I have written everything out as it happened. I won’t post this letter to you because it will never reach you and the wrong people will read it, but there must be a record kept of what happened tonight. I can’t believe they have done this to you, Robert. I just can’t believe you could be betrayed like this. But we’ll get you out. My father has friends who have friends that the government can’t ignore or silence. If only you could hear me speaking out loud the words as I write them down, hear them wherever you are:
Love
20
From:
Tariq Anwar
Date:
21 October
To:
Essad
Folder:
Outgoing mail to Yemen
I send you my greetings and messages from our brother Abu
Abdullah.
We hear the goatherd failed to get his goat. We hear some hasty or ignorant people gave him the tribal robes to wear that were not the tribal robes that should be worn in those regions of Scotland. And so he was seen, and he was taken, and now he is back in your country, talking to the authorities, we do not doubt, as fast as his cursed tongue can shape the words.

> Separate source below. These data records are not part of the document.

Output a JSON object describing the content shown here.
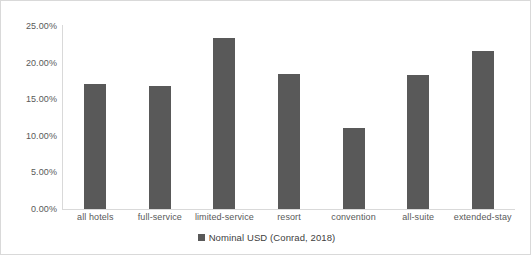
{
  "chart_data": {
    "type": "bar",
    "title": "",
    "xlabel": "",
    "ylabel": "",
    "categories": [
      "all hotels",
      "full-service",
      "limited-service",
      "resort",
      "convention",
      "all-suite",
      "extended-stay"
    ],
    "values": [
      17.1,
      16.8,
      23.4,
      18.4,
      11.1,
      18.3,
      21.6
    ],
    "series": [
      {
        "name": "Nominal USD (Conrad, 2018)",
        "color": "#595959",
        "values": [
          17.1,
          16.8,
          23.4,
          18.4,
          11.1,
          18.3,
          21.6
        ]
      }
    ],
    "ylim": [
      0,
      25
    ],
    "ytick_step": 5,
    "ytick_labels": [
      "0.00%",
      "5.00%",
      "10.00%",
      "15.00%",
      "20.00%",
      "25.00%"
    ],
    "ytick_values": [
      0,
      5,
      10,
      15,
      20,
      25
    ],
    "value_format": "percent",
    "grid": false,
    "legend": {
      "position": "bottom",
      "entries": [
        {
          "label": "Nominal USD (Conrad, 2018)",
          "marker": "square",
          "color": "#595959"
        }
      ]
    }
  },
  "colors": {
    "bar": "#595959",
    "axis": "#d9d9d9",
    "border": "#d9d9d9",
    "text": "#595959",
    "background": "#ffffff"
  }
}
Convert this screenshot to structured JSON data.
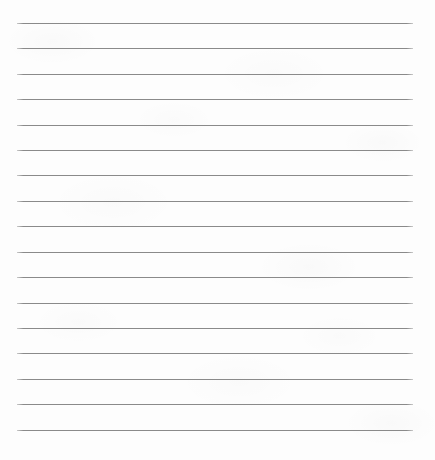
{
  "document": {
    "kind": "scanned-ruled-paper",
    "title": "",
    "body_text": "",
    "handwriting": "",
    "page_number": "",
    "notes": ""
  },
  "canvas": {
    "width": 435,
    "height": 460,
    "background_color": "#fdfdfd"
  },
  "ruling": {
    "line_color": "#8a8a8a",
    "line_thickness": 1,
    "line_count": 17,
    "left_x": 17,
    "right_x": 413,
    "line_length": 396,
    "first_line_y": 23,
    "spacing": 25.4,
    "line_y_positions": [
      23,
      48,
      74,
      99,
      125,
      150,
      175,
      201,
      226,
      252,
      277,
      303,
      328,
      353,
      379,
      404,
      430
    ],
    "margin_rule_vertical": false,
    "top_margin": 23,
    "bottom_margin": 30
  }
}
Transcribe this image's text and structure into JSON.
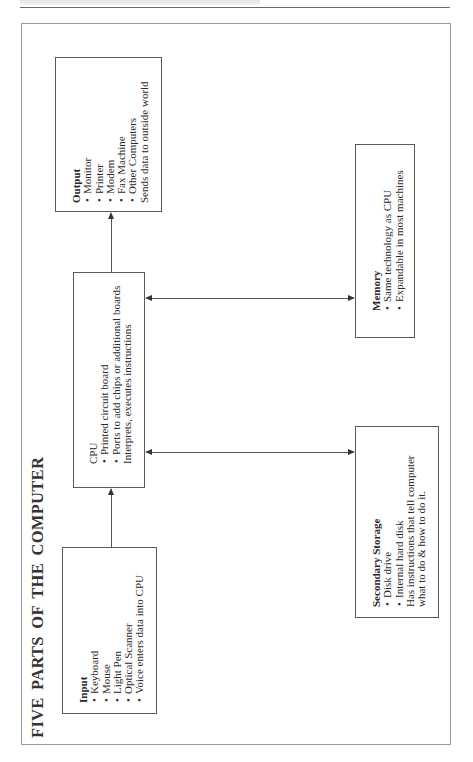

Abu Abdullah is aware that you will be very concerned to make amends for this failure, or worse than failure, and asks you to do three things for him.
First, find the goatherd. You know the building in Sana’a where they will be keeping him. Gain access. You know which of the guards in that building are enlightened and which are not. Seek out the enlightened guards. Pay them whatever is necessary to further their enlightenment. Gain access to the goatherd and take him to join his goats. Take him out from the place where he is and remove his head, and bury him on the same hillside as his foul diseased animals.
Then, find his family. You know who they are. You know how to find them. Find them, and remove their heads also.
Lay them down and bury them beside their son, their husband, their brother. Then together they will be a testament to the anger of Abu Abdullah, the righteous anger he feels against those who fail him, my brother Essad.
Then, find the sheikh. We learn that tomorrow he comes to the Yemen. Now he is in his own country and yours. There need be no more mistakes concerning Scottish tribal dress.
You know his tribe. There are brothers who live amongst them who know us and love us and are faithful to Abu
Abdullah. Find the sheikh, and do what was instructed, and do it soon.